Haaretz’s Disproportionate Visibility for Celebrate Israel Parade Counterdemonstrators

Early this month, like every year in the spring, the Celebrate Israel Parade took place along New York’s Fifth Avenue. As usual, it was exciting and colorful, with some 40,000 marchers expressing their support and love for Israel.

It is debatable whether the parade is of high news value. It takes place every year at the same location, and looks pretty much the same. The closure of Fifth Avenue is not unique to the pro-Israel event. A mere picture and a caption would suffice.

Be that as it may, Haaretz’s English edition opted to cover the parade (“Israel Parade: With Counterprotests and Estranged Jewish Organizations, Tens of Thousands ‘Celebrate Israel’ in New York“).
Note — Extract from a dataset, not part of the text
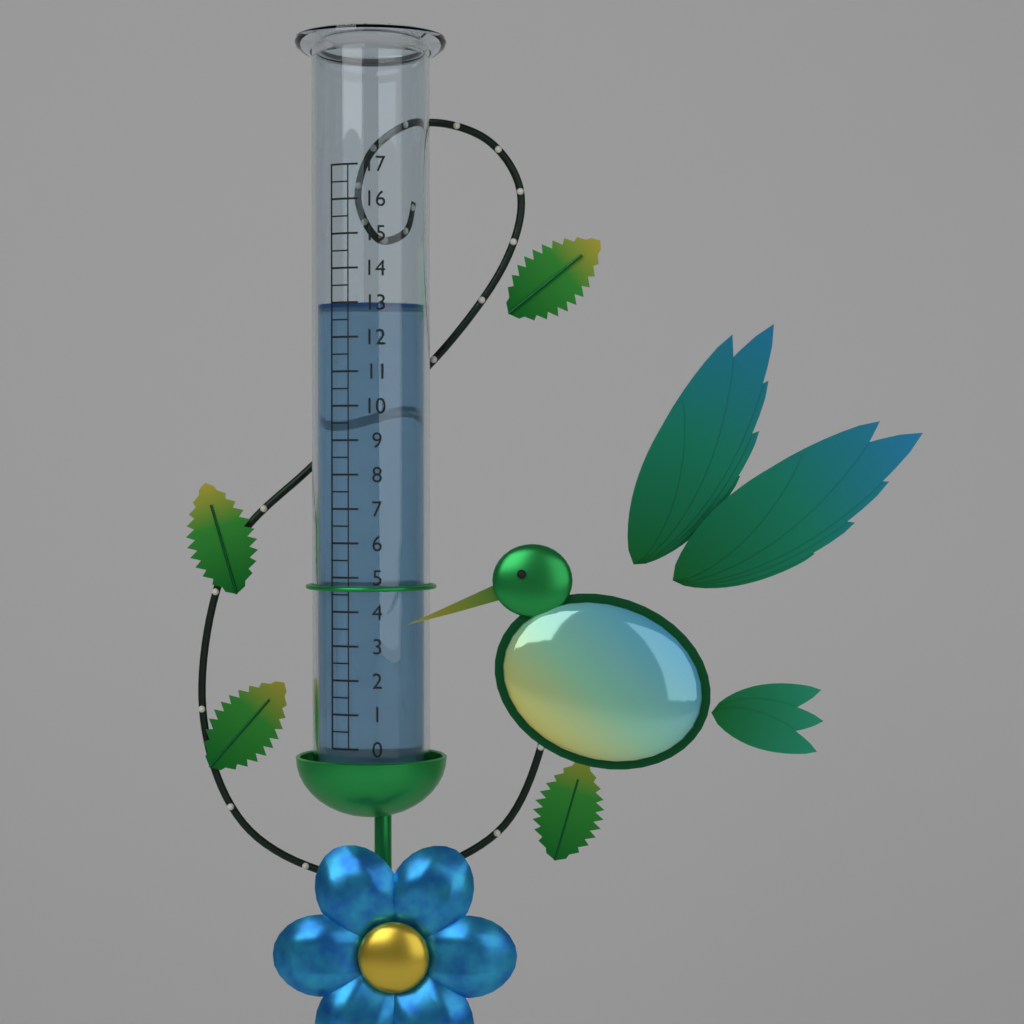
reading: 13.0 (no unit)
But did Haaretz‘s coverage fairly and accurately convey the Big Apple’s show of big support for Israel?

Editors could have chosen from hundreds of photos of the parade, like the ones you get when you Google image search ‘Israel parade nyc 2019‘. But Haaretz‘s picture, showing scattered anti-Israel Neturei Karta group and their cohorts, and headline highlight the handful of counter-demonstrators.
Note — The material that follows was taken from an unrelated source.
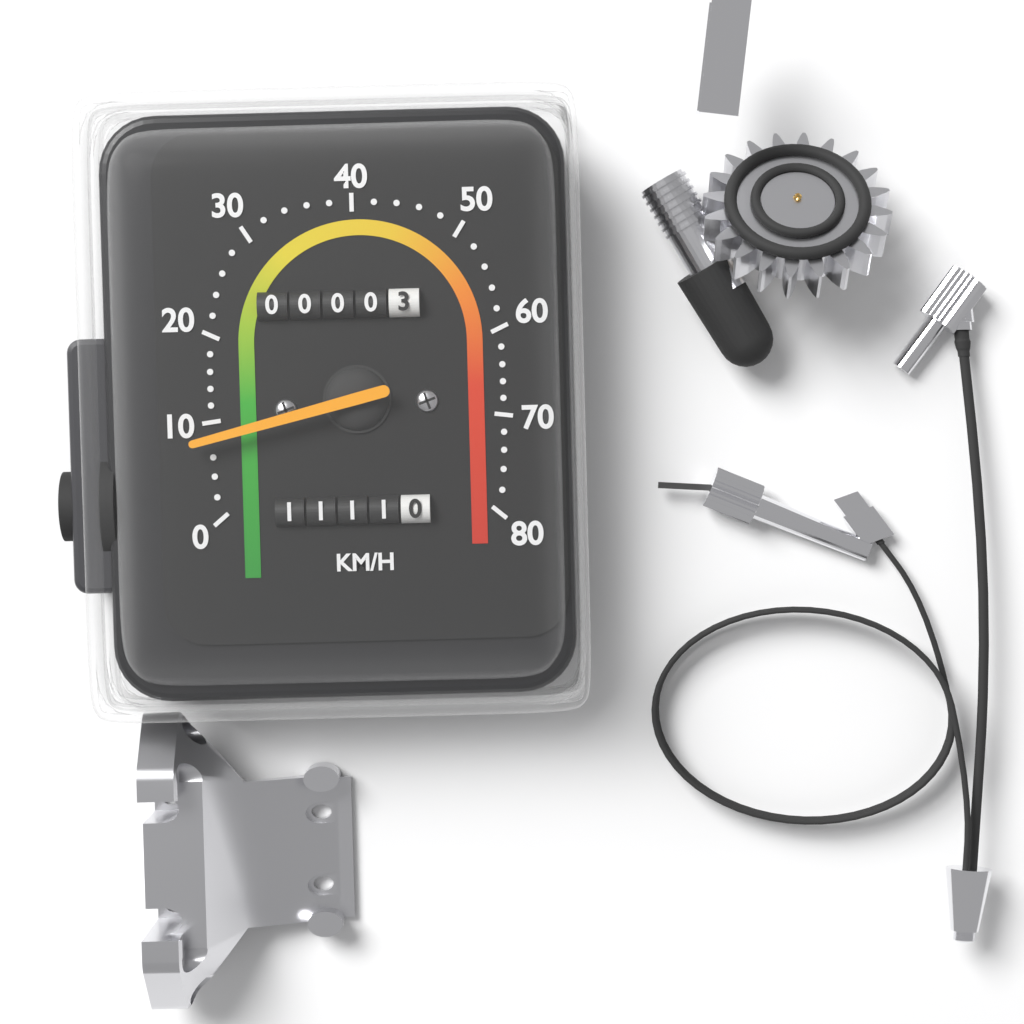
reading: 8 km/h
So while 40,000 marched in support of Israel, Haaretz gave top visibility to the two dozen individuals who protested against them, despite the fact that even their presence was not a new development this year.

Haaretz‘s focus on a miniscule minority who showed up that day to express their anathema for the Jewish state may have met the personal needs of certain editors, or it may have reflected an unprofessional effort to garner more clicks. But it did not live up to journalistic responsibilities to deliver accurate news to readers.
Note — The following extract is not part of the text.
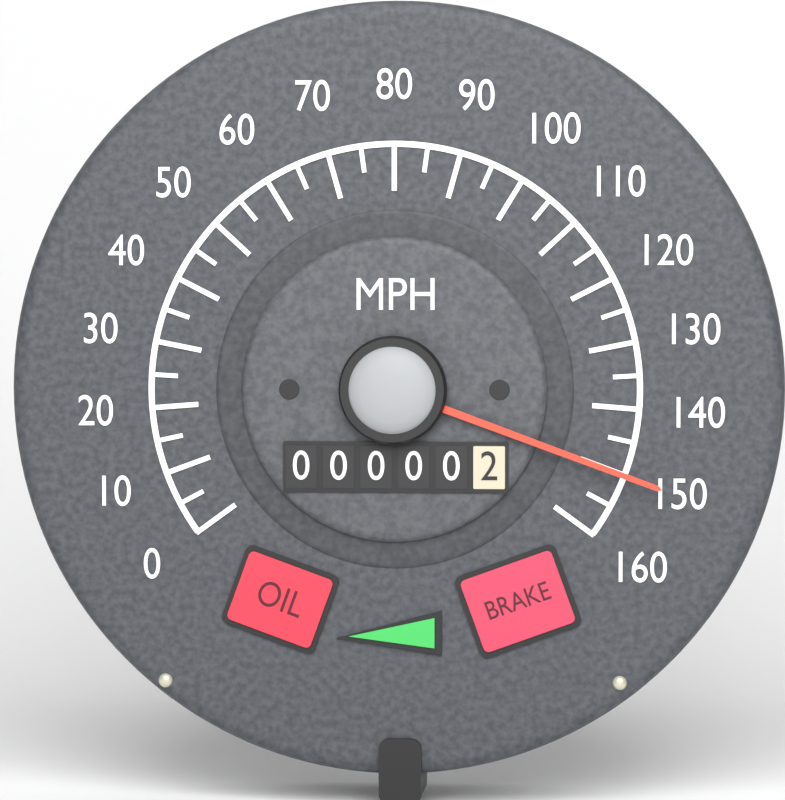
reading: 150 MPH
Indeed, in 2002, after The New York Times published a front-page photograph featuring a small group of anti-Israel protestors at the same Manhattan parade, editors the next day issued the following Editor’s Note addressing the disproportionate focus on the peripheral demonstrators:

Editors’ Note: May 7, 2002 

An article yesterday about a parade in Manhattan marking Israel’s 54th anniversary reported that 100,000 people had registered to march and hundreds of thousands more lined Fifth Avenue in support. The article also said that anti-Israel protesters numbered in the hundreds.

A front-page photograph, however, showed the parade in the background, with anti-Israel protesters prominent in the foreground, holding a placard that read, ”End Israeli Occupation of Palestine.” Inside the newspaper, a photo of a pro-Israel marcher was outweighed by a larger picture of protesters, one waving a sign that likened Zionism to Nazism.

Although the editors’ intent in each case was to note the presence of opposing sides, the effect was disproportionate. In fairness the total picture presentation should have better reflected The Times’s reporting on the scope of the event, including the disparity in the turnouts.

Haaretz’s English edition chose not to comment.

Translated from Hebrew by Shlomi Ben Meir.